Categories
Issue 35 Poetry

If the act of remembering changes the memory, how can you be certain

by Daniel Brennan

"Floating" 40" x 40" oil on linen, 2014
Floating by Patrice Sullivan

If the act of remembering changes
the memory, how can you be certain

you loved him so much? an audience member asks
the Poet. A pause of silence, a shallow cough
from someone amidst the throng gathered there.
The Poet’s eyes do not carry the same green
that they did before; something in them
has been given over to time. But they navigate
the room with ease; no need to search the ceiling’s
dusted beams, or the many dark corners
of this reading room’s body, for an answer.
I do not remember the slice of river that rolled past
the hill near my childhood home, and yet I’m certain
that I nearly drowned in it; that my small shape
plunged through the ice in a muted gulp;
that the river’s long blue tongue
found pleasure in my body’s grooves, and
that under my flesh it was weaving
an ancient music that can be found in the bones of all
dead things held tight within its diamond jaws.

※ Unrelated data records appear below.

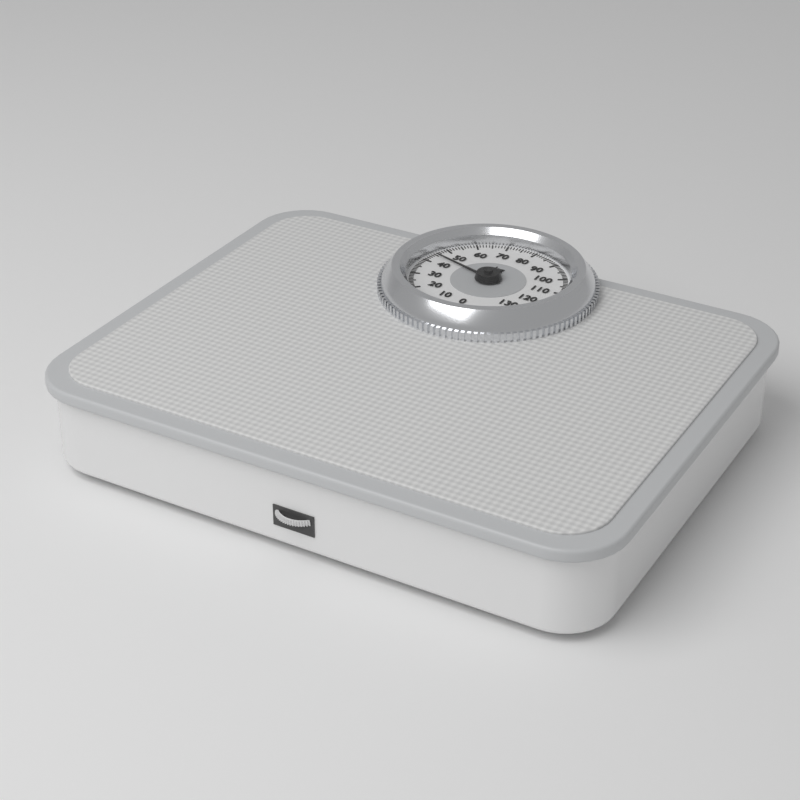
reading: 45 kg
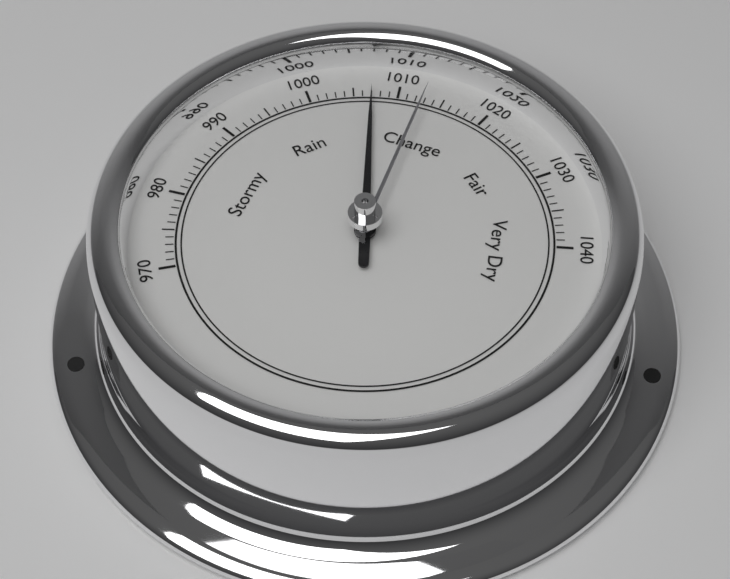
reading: 1007 (no unit)
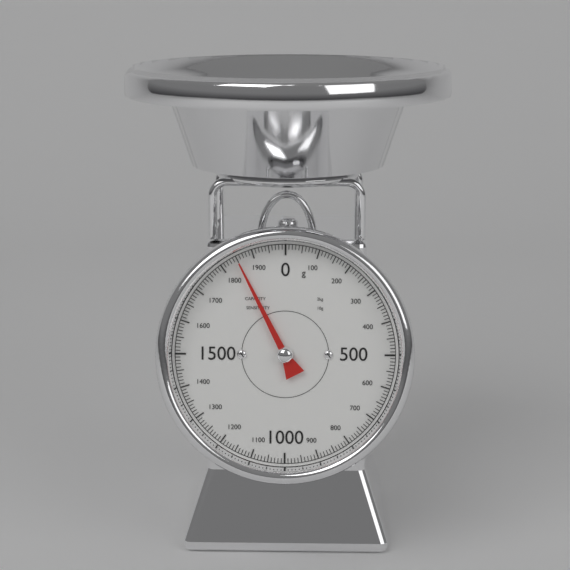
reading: 1850 g
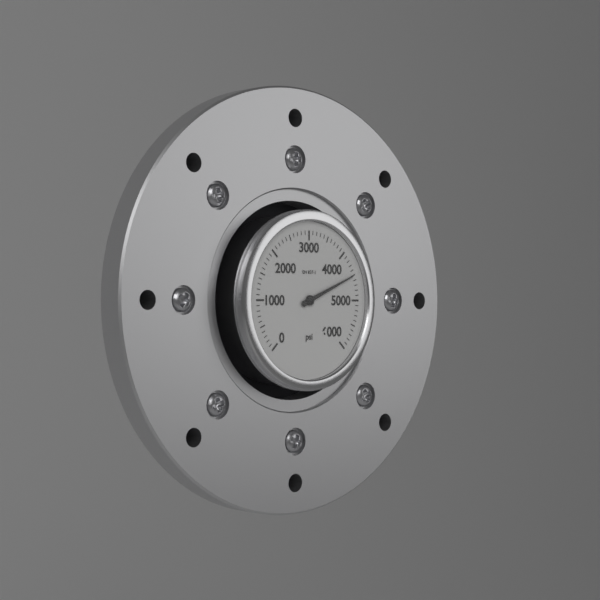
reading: 4500 psi
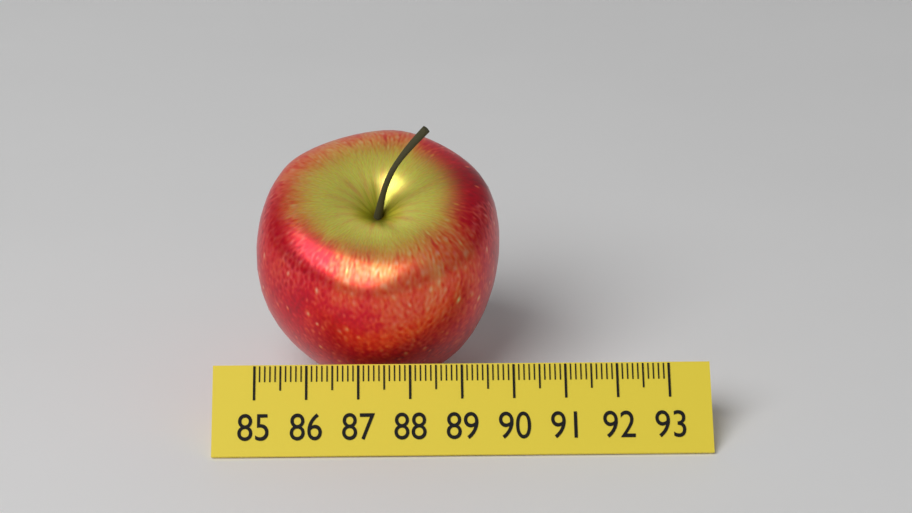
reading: 89.8 (no unit)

The room waits for an answer. They wonder if
the Poet did love him the way each unfurling line
suggests, or if he was only the recalibration of desire
through the softened lens of time. If the cold
bed where they spent their final morning
swelled beneath them as he had described, if his
long-gone physique, stolen by sickness, still
bore into the Poet’s most ravenous dreams, if the backdrop of
a hospital’s silence was enough to prove
how beautiful the sound of a lover’s breath
can be. What good is a memory if it must
be kept frozen and still, unchanged? What good
is a boy if he does not surface once more
through a river’s cruel mask, his father’s hand
pulling him from the cold? What good is
any of this life if we cannot make love
even more of a miracle than it was? The Poet
smiles, the way all saints do before the lights
go out. He says, you’ll just have to trust me.


Poet Daniel Brennan (he/him) is a queer writer and coffee devotee from New York. Sometimes he’s in love, just as often he’s not. His poetry has been nominated for the Pushcart Prize/Best of the Net, and has appeared in numerous publications, including The Penn Review, Sho Poetry Journal, and Trampset. For more of his work, follow him on Instagram @danieljbrennan_.

Artist Patrice Sullivan lives and works in Phoenix, AZ. Sullivan received her BFA from Massachusetts College of Art, her MFA from University of Pennsylvania and taught painting for 25 years at Colorado State University. Her work has been shown nationally and internationally.